Hence there are feelings, emotions, attached to nuclear weapons many of us are not conversant with but which those who produce or control them are too well aware of. The tough, thuggish, Khrushchev was not immune to them and there is no reason to believe the bad Kim Jong-un will be too. Perhaps the guy realized that he was to fear the unreliable, unpredictable Donald Trump more than the American president was to fear him. His own sister, Kim Yo-Jong has been prominent of late and the lady might have had a calming influence on him. And for those enamored of cold, hard calculations, what stops him from coming to the futility of putting all his aces in a couple of nuclear weapons most of which American anti-ballistic missiles are likely to intercept anywhere. The US has thousands of more sophisticated, more reliable ones, five of which can obliterate the whole of North Korea in a couple of minutes.
Still on cold, hard facts, which nobody has exempted Kim from deducing, he and his sister could have stood side by side gazing south of the border, envying the incredible luxury (luxury she was well-acquainted with in her recent visit to South Korea during the Winter Olympics) their kith and kin are living in. Without manufacturing nuclear weapons. Goods that nobody is going to use or use without a single benefit. Goods that invariably constitute a drainpipe.

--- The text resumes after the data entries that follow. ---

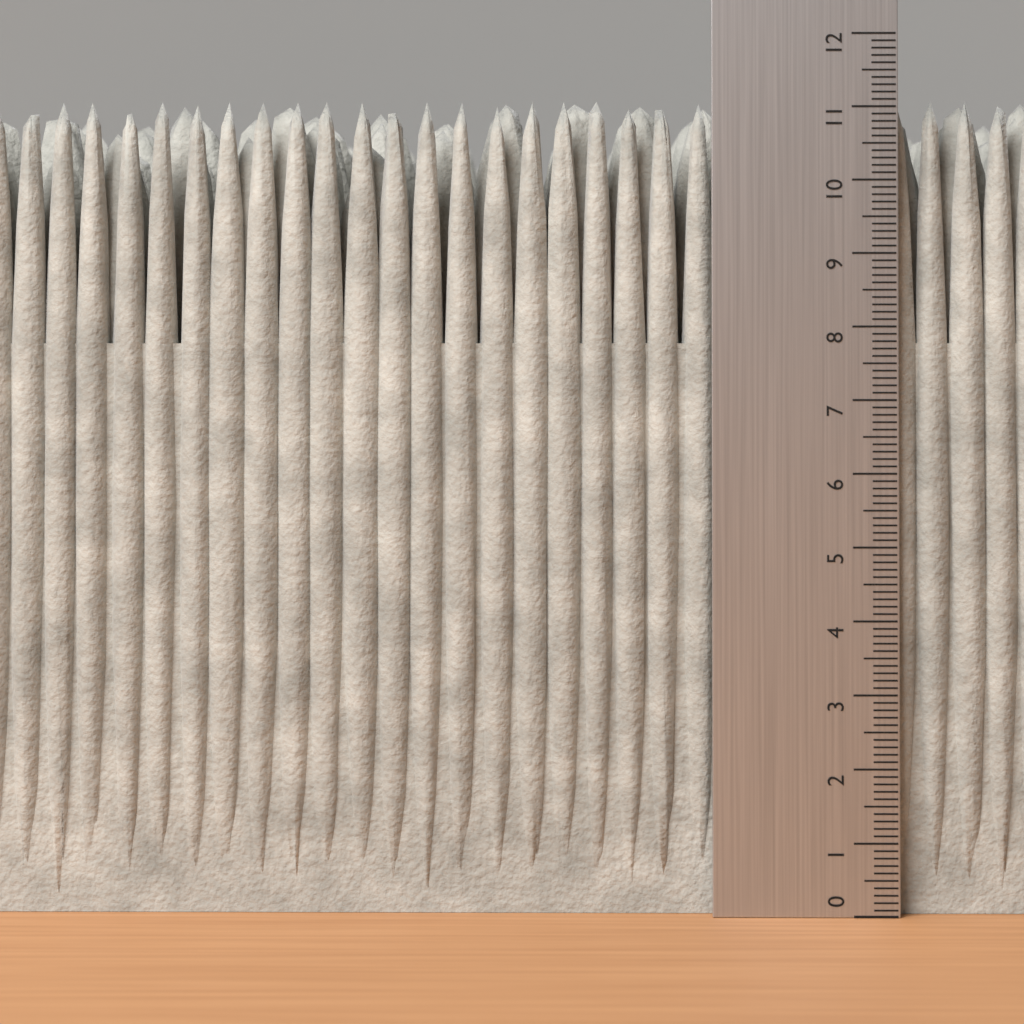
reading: 11.1 (no unit)
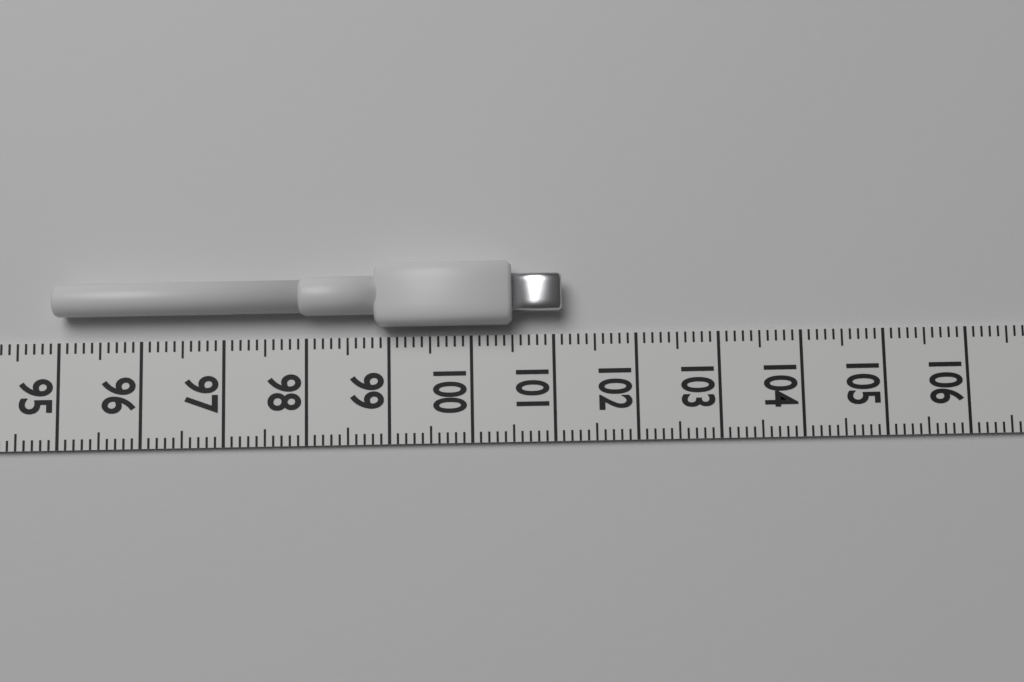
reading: 101.1 (no unit)
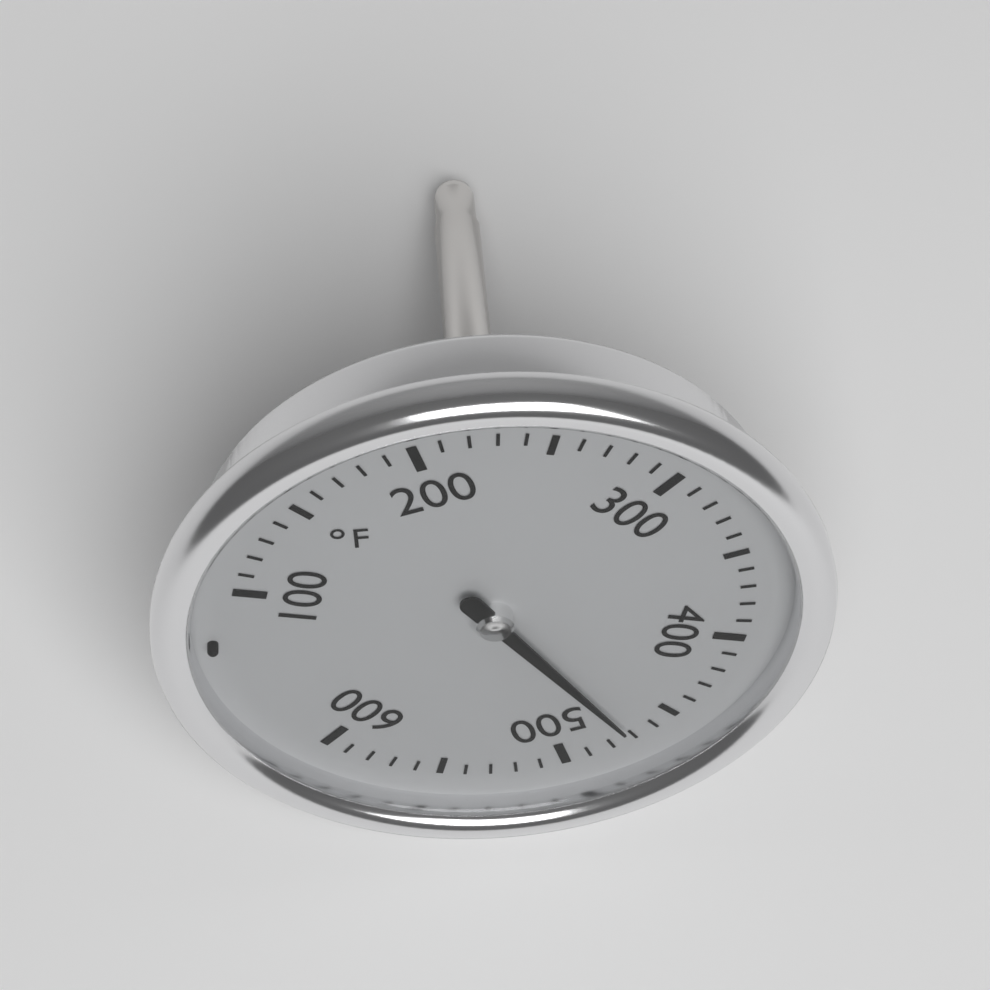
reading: 470 °F
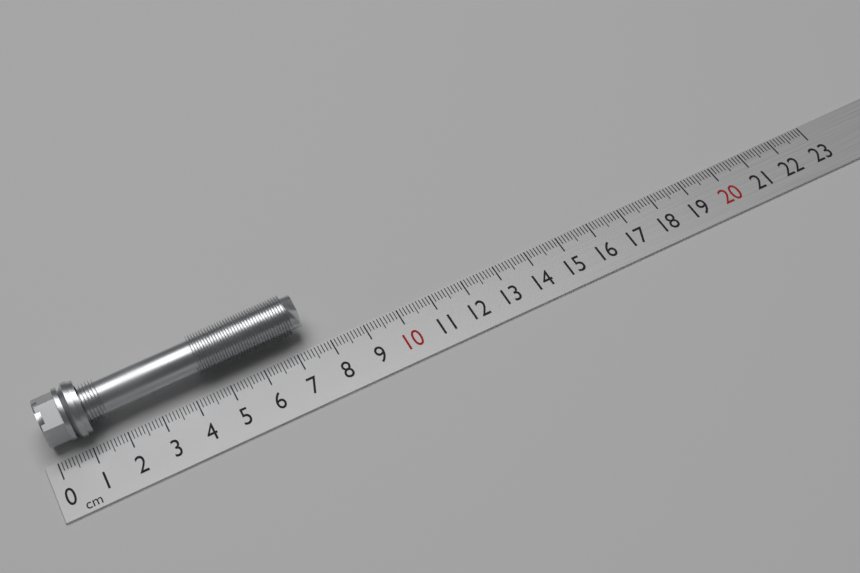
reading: 7.5 cm
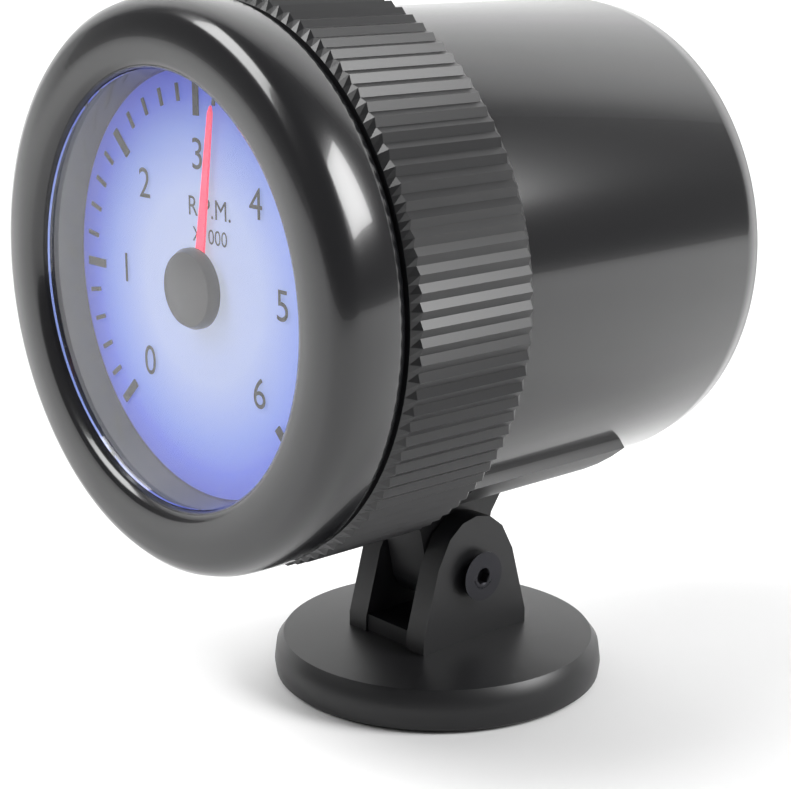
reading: 3.2 RPM x1000
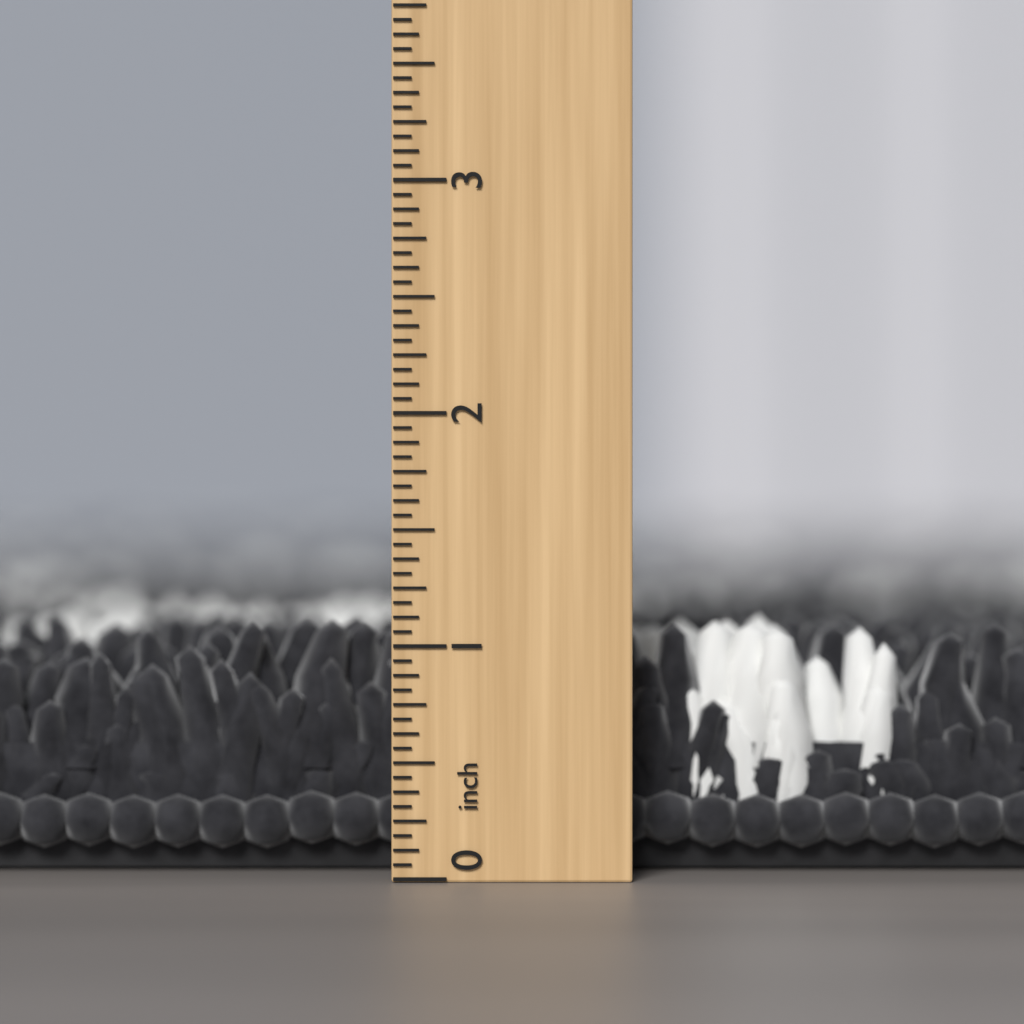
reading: 1.1000 inch
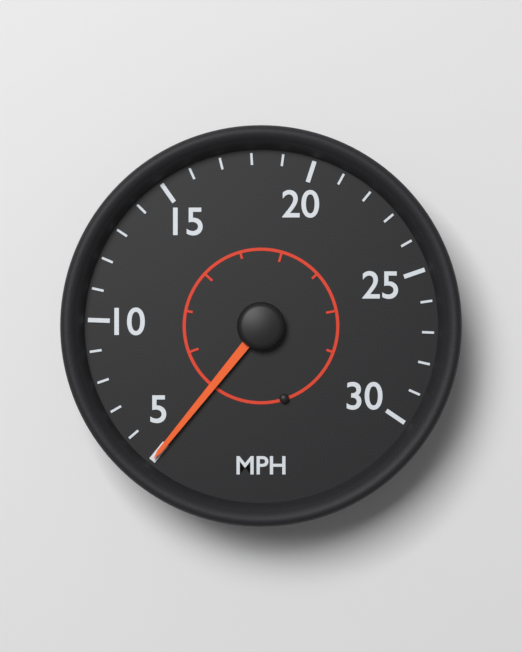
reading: 5 MPH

Goods worse than grasses the often tactless Putin claimed the North Koreans would rather eat than give up nukes. Castro and the Cubans came to the inevitable conclusion they could not go on feeding for ever on sugar cane, another form of grass, so to say. Kim and his sister might have realized that they and their suffering citizens might do better by investing lean resources on pizza or chicken or bread or pills. And not on nuclear weapons America and Russia keep on manufacturing in thousands. And keep on dismantling in thousands.